Review: Take My Eyes

Icíar Bollaín’s Goya-winning film approaches the horror of domestic abuse from a uniquely critical angle.

Take My Eyes
Photo: New Yorker Films

Icíar Bollaín’s Goya-winning Take My Eyes approaches the horror of domestic abuse from a uniquely critical angle: by implicating the country’s artistic heritage in the modern subjugation of women. Pilar (Laia Marull) arrives at her sister’s home with her young son, Juan (Nicolás Fernández Luna), in a shroud of panic and indecision. We learn she’s left her husband, Antonio (Luis Tosar), who comes for her one day in the dead of night, standing outside his sister-in-law’s house and reaching for Pilar through an opening in the door. He’s gentle at first—when his romantic pleas seem as if they may seduce her—but he turns vicious when she refuses him. Bollaín frames this intense scene as if it were a painting, like the gorgeous works of art Pilar comes to study at a local museum. Bollaín’s direction is picky but scarcely hieratic: Because it doesn’t look anything like the films of Almodóvar or Amenábar, Take My Eyes probably won’t win much of an audience, but its matter-of-fact look befits the story’s apprehensiveness of romanticized representations of human turmoil in art. Though Pilar is now free to express her passion for art and breathlessly interpret it as she sees fit, her fixation with classic paintings depicting women in crisis works to rekindle her feelings for her husband. In a way, her freedom recycles her pervious abuse—a fascinating conundrum Bollaín uses to expose the way opinions about females that still exist in Spain have been passed down through the country’s aesthetic tradition.
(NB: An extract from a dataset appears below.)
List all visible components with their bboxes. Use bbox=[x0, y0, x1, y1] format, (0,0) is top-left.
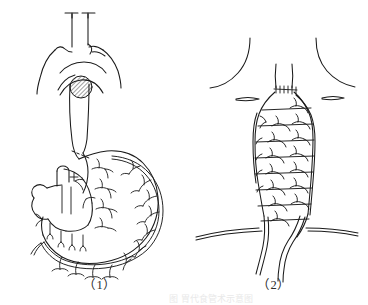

This insight deepens a scene in which Antonio seduces Pilar with shallow romantic gestures about her giving him parts of her body including her eyes, but it’s a stance that also positions the film perhaps too explicitly as a rumination on “the female gaze” and its controlling male equivalent—political weapons recognized by Laura Mulvey in her famous essay “Visual Pleasures and Narrative Cinema” (one could even look at the film as an adaptation of that very text). This obviousness spills over to other scenes as well, mostly the sophomoric and condescending pseudo-psychological insight offered by scenes that have Antonio coping with his seemingly uncontrollable and unexplainable rage in domestic abuse therapy. Lucky for Bollaín that the autonomous and natural performances by Marull and Toscar are so strong that the film never fully succumbs to her more intellectual ambitions.

Score: 
 Cast: Laia Marull, Luis Tosar, Candela Peña, Rosa Maria Sardà, Kiti Manver, Sergi Calleja, Nicolás Fernández Luna, Elisabet Gelabert, Chus Gutiérrez, Elena Irureta  Director: Icíar Bollaín  Screenwriter: Icíar Bollaín, Alicia Luna  Distributor: New Yorker Films  Running Time: 109 min  Rating: NR  Year: 2003  Buy: Video, Soundtrack

Ed Gonzalez

Ed Gonzalez is the co-founder of Slant Magazine. A member of the New York Film Critics Circle, his writing has appeared in The Village Voice, The Los Angeles Times, and other publications.